[whatwg] media elements: Relative seeking
Eric Carlson
eric.carlson at apple.com
Sun Nov 23 12:17:24 PST 2008
On Nov 23, 2008, at 10:51 AM, Maik Merten wrote:
> Eric Carlson schrieb:
>>
>> Reporting the absolute time of the current sample won't help when
>> the
>> first sample of the file doesn't have a timestamp of zero. It will be
>> even more confusing for files with portions removed or added without
>> fixing time stamps - for example a movie created by concatenating
>> different files.
>
> Well, at least the "zero-timestamp has offset" problem can be
> corrected.
> Whenever possible a "corrected" time should be reported - whatever
> that
> may be.
>
>> As I noted when this subject came up a few weeks ago, the right
>> way to
>> deal with media formats that don't store duration is to estimate the
>> duration of the whole file by extrapolating from the known, exact,
>> duration of the portion(s) that have been processed. While the
>> initial
>> estimate won't always be correct for variable bit-rate formats, the
>> estimate will become more and more accurate as it is iteratively
>> refined
>> by processing more media data. The spec defines the
>> "durationchange" for
>> just exactly this scenario.
>
> Personally I don't think extrapolating the duration will work at all.
> Yes, it gets better the more has been seen, but I assume we'll see a
> lot
> of position indicators in the UI bouncing back and forth if durations
> are to be extrapolated.
>
QuickTime has used this method this since it started supporting VBR
mp3 in 2000, and in practice it works quite well. I am sure that there
are degenerate cases where the initial estimate is way off, but
generally it is accurate enough that it isn't a problem. An initial
estimate is more likely to be wrong for a very long file, but each
pixel represents a larger amount of time in the time slider with a
long duration so changes less noticeable.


Requirement
Scan the data beneath this task and copy each line that includes "ffffff".

Available records

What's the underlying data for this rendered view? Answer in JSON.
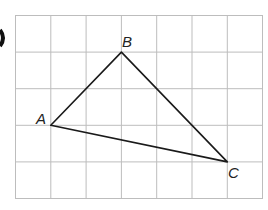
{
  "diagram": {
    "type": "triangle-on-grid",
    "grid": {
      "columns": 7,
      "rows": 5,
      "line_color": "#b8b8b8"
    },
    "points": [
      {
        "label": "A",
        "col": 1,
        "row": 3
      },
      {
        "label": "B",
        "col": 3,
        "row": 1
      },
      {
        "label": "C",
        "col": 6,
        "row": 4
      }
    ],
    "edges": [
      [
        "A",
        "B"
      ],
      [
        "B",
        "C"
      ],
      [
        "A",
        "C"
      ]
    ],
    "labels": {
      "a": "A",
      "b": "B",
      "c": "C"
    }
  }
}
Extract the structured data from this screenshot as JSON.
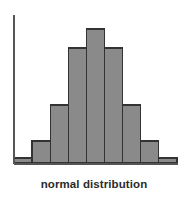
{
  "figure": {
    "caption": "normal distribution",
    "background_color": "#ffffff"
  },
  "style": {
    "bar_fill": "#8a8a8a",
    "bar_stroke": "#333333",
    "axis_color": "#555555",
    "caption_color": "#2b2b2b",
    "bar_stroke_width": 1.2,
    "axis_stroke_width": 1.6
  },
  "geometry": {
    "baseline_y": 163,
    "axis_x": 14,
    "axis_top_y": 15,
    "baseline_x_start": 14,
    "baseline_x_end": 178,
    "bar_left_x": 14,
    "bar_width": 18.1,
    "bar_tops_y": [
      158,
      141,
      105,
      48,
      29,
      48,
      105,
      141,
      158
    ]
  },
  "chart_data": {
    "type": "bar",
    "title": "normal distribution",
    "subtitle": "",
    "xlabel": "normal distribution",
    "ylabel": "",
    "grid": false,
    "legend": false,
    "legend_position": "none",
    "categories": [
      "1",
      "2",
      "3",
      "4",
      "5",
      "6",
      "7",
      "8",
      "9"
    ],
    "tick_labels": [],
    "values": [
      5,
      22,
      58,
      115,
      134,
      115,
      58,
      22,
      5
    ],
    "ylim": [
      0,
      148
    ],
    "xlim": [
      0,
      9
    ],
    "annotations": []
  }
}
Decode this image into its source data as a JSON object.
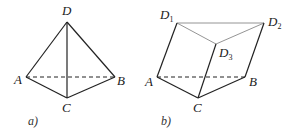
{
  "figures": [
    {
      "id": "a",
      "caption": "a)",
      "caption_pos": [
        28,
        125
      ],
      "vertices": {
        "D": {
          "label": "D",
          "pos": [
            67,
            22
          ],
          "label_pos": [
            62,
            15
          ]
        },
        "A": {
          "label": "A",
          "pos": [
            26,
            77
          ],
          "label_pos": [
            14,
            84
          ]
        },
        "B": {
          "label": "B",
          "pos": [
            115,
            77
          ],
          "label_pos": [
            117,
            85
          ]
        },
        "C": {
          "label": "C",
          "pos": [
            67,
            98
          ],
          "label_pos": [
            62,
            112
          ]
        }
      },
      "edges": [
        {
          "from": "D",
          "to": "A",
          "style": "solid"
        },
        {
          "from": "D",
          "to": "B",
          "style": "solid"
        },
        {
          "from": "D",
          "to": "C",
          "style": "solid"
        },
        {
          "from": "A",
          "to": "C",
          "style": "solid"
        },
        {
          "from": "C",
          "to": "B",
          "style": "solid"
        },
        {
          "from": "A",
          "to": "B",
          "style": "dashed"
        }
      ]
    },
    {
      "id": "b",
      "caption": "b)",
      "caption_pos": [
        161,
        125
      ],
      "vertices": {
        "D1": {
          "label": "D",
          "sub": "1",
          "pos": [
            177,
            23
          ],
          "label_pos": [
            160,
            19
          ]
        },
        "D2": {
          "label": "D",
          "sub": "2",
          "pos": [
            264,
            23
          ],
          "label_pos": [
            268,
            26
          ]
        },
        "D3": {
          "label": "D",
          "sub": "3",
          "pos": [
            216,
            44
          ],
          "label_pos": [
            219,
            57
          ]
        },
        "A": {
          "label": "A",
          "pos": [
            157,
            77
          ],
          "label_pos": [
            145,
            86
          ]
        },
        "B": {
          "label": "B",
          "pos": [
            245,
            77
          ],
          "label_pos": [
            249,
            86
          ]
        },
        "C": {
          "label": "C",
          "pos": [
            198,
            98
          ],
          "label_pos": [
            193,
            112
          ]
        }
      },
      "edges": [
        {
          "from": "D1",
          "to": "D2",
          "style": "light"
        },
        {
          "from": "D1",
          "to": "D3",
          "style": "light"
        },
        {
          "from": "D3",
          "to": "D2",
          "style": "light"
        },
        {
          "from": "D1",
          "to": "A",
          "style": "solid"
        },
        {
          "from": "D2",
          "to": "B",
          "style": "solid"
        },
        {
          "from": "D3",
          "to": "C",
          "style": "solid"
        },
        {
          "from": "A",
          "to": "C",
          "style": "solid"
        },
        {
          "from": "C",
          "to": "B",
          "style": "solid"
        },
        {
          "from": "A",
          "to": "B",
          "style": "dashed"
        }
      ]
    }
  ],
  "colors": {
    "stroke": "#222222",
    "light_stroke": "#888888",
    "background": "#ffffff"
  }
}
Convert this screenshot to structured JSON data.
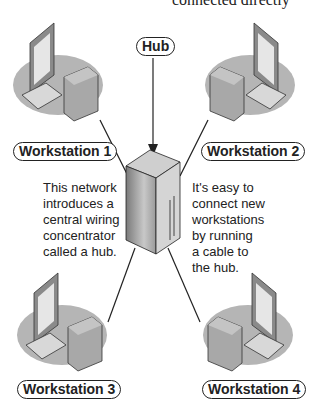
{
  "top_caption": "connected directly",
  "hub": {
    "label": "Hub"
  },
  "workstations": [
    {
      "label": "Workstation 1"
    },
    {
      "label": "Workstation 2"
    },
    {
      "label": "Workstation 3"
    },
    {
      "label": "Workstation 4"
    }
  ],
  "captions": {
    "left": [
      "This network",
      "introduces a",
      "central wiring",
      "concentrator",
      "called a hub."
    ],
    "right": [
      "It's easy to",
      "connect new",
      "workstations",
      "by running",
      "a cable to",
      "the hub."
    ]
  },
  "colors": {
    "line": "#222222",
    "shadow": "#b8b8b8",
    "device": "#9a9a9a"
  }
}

Solution
    "background_color": "#ffffff"
    "background": "#ffffff"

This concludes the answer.